About Us

The Predicament

  • Do you spend hours interviewing architects and then even more selecting among several general contractors once you’ve settled on the design of a renovation project?
  • In conducting your due diligence on both, how systematically do you dig down in assessing their past performance other than asking close friends of yours who may have recommended them?
  • How confident are you in:

o   fully understanding exactly what tasks an architect and general contractor are proposing to undertake and what are excluded?

o   interpreting blueprints and design drawings?

o   deciding among the variety of alternative construction approaches that often can be taken to achieve virtually the same outcome but have different economics? and

o   comprehending the technical terms electricians, plumbers, carpenters, etc. are conveying to you when they uncover a problem and propose a specific solution?

  • In reviewing your renovation contracts, do you engage a lawyer who may well be an expert on legal terms related real estate purchases and sales transactions but who is much less familiar with the economics of renovation and how best to contractually govern what are necessarily dynamically changing conditions that necessarily define the renovation process, including the discovery of hidden conditions that can alter the scale and time of the work needed to be done?
  • Are you overwhelmed by the time spent:

o   thinking through how alternative formulations of your ‘dream’ renovation project might best fit in with the overall design/ambience of your home as well as your day to day routines and family uses of living spaces?

o   deciding among plumbing and electrical fixtures, as well as flooring options, tile choices and other materials and furnishings?

o    shopping for and figuring out a practical process of how to decide among the myriad of choices of paint colors and their textures?

Birth of a New Firm

Over the last two and a half decades our founder, Harry G. Broadman, fully renovated three of his houses: one in historic Georgetown, Washington D.C. (where Harry and his wife have raised—and are still raising!—their three kids) as well as two in historic Talbot County on Maryland’s Eastern Shore.  In all three cases, Harry served as either the general contractor himself or hired a general contractor to perform very large structural multi-person construction tasks (such as popping on a new roof) while he undertook many other significant portions of the renovation himself. 

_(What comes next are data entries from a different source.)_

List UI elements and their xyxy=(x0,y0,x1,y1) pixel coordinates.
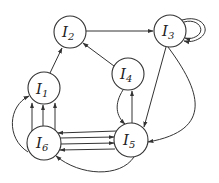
node-i6: I6 xyxy=(27,126,61,160)
edge-i1-i2 xyxy=(50,48,62,73)
edge-i3-i5-straight xyxy=(144,47,166,127)
edge-i6-i5-a xyxy=(60,137,114,138)
edge-i4-i2 xyxy=(83,43,114,66)
node-i1: I1 xyxy=(28,72,60,104)
edge-i3-self-loop-2 xyxy=(184,21,201,38)
node-i2: I2 xyxy=(54,16,86,48)
edge-i3-i5-curved xyxy=(148,47,195,142)
edge-i5-i6-curved xyxy=(56,156,134,172)
node-i5: I5 xyxy=(114,123,148,157)
edge-i4-i5 xyxy=(117,90,125,124)
edge-i6-i5-b xyxy=(61,143,114,144)
state-transition-diagram: I1 I2 I3 I4 I5 I6 xyxy=(0,0,219,183)
edge-i5-i6-top xyxy=(58,131,117,133)
node-i4: I4 xyxy=(112,58,144,90)
node-i3: I3 xyxy=(154,15,186,47)
edge-i5-i6-lower xyxy=(60,149,115,150)
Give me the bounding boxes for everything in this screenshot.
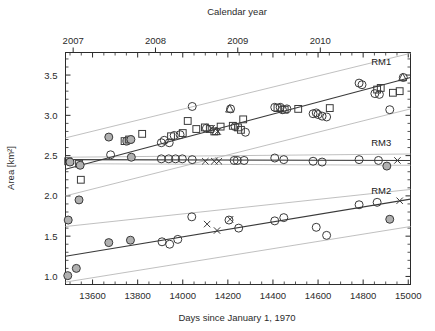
x-tick-label: 14800: [350, 290, 376, 301]
x-tick-label: 13800: [124, 290, 150, 301]
y-tick-label: 1.5: [44, 231, 57, 242]
x-tick-label: 14000: [170, 290, 196, 301]
series-label-rm1: RM1: [371, 56, 391, 67]
y-tick-label: 1.0: [44, 271, 57, 282]
area-vs-days-scatter-chart: Calendar year 2007200820092010 136001380…: [0, 0, 435, 331]
marker-filled-circle: [386, 215, 394, 223]
y-tick-label: 2.0: [44, 190, 57, 201]
x-axis-label: Days since January 1, 1970: [178, 312, 295, 323]
marker-filled-circle: [126, 236, 134, 244]
year-tick-label: 2007: [63, 35, 84, 46]
marker-filled-circle: [75, 196, 83, 204]
marker-filled-circle: [64, 216, 72, 224]
x-tick-label: 14400: [260, 290, 286, 301]
marker-filled-circle: [64, 272, 72, 280]
year-tick-label: 2010: [310, 35, 331, 46]
y-axis-label: Area [km²]: [5, 146, 16, 190]
x-tick-label: 15000: [395, 290, 421, 301]
marker-filled-circle: [383, 162, 391, 170]
series-label-rm3: RM3: [371, 137, 391, 148]
marker-filled-circle: [105, 239, 113, 247]
year-tick-label: 2008: [145, 35, 166, 46]
year-tick-label: 2009: [227, 35, 248, 46]
marker-filled-circle: [127, 153, 135, 161]
series-label-rm2: RM2: [371, 185, 391, 196]
x-tick-label: 14200: [215, 290, 241, 301]
y-tick-label: 2.5: [44, 150, 57, 161]
marker-filled-circle: [72, 264, 80, 272]
marker-filled-circle: [66, 158, 74, 166]
calendar-year-title: Calendar year: [207, 6, 267, 17]
y-tick-label: 3.5: [44, 70, 57, 81]
x-tick-label: 14600: [305, 290, 331, 301]
marker-filled-circle: [76, 161, 84, 169]
y-tick-label: 3.0: [44, 110, 57, 121]
chart-root: Calendar year 2007200820092010 136001380…: [0, 0, 435, 331]
marker-filled-circle: [127, 136, 135, 144]
marker-filled-circle: [105, 133, 113, 141]
x-tick-label: 13600: [79, 290, 105, 301]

Because of his absolute love of the mixture of the design, contracting, problem-solving and construction elements that are the bread and butter of renovation, coupled with his multi-decade long expertise in finance and economics, Harry recently decided it is time to share his knowledge and experience with other homeowners, and to do so in the form of a commercial venture.

Why? 

Well, many friends over the years, observing the renovations that in his “spare time” Harry was undertaking or those that he had completed, kept asking him for advice about their own projects, to which he happily agreed. The vast majority kept telling Harry—seeing his eyes light up as he spoke—that he really should go into business doing this.  Harry guesses they also liked his taste, his complete attention to detail, and how he systematically was managing the process, including the financial aspects, especially with third-party professionals that he had directly contracted.

And to be honest, they marveled about the fact that Harry taught himself how to do his own electrical wiring, re-fitting copper plumbing pipes, putting up drywall, developing a clever process for choosing and applying paint colors for interior and exterior spaces that complement one another, replacing HVAC parts, laying and staining wood floors, re-building furnaces and hot water heaters, designing landscapes, welding, fixing drainage and gutter problems, repairing/rebuilding ovens, dishwashers, refrigerators, and washing machines and clothes driers that repairmen said unequivocally should be wholly replaced.  And the list goes on (seriously)!

Alongside Harry's still-very robust career encompassing negotiation of international trade and finance agreements, structuring complex corporate cross-border commercial transactions, private equity investing, capital raising, management consulting, journalism and university professorships, he honestly could not see himself taking on an additional role.  To be sure, it certainly was not part of his game-plan in getting a doctorate in international economics and finance in 1981 ! 

Well…now at the tender age of 62, it finally dawned on Harry that his friends may well have a point. Hence the launch of Renovation Navigation LLC.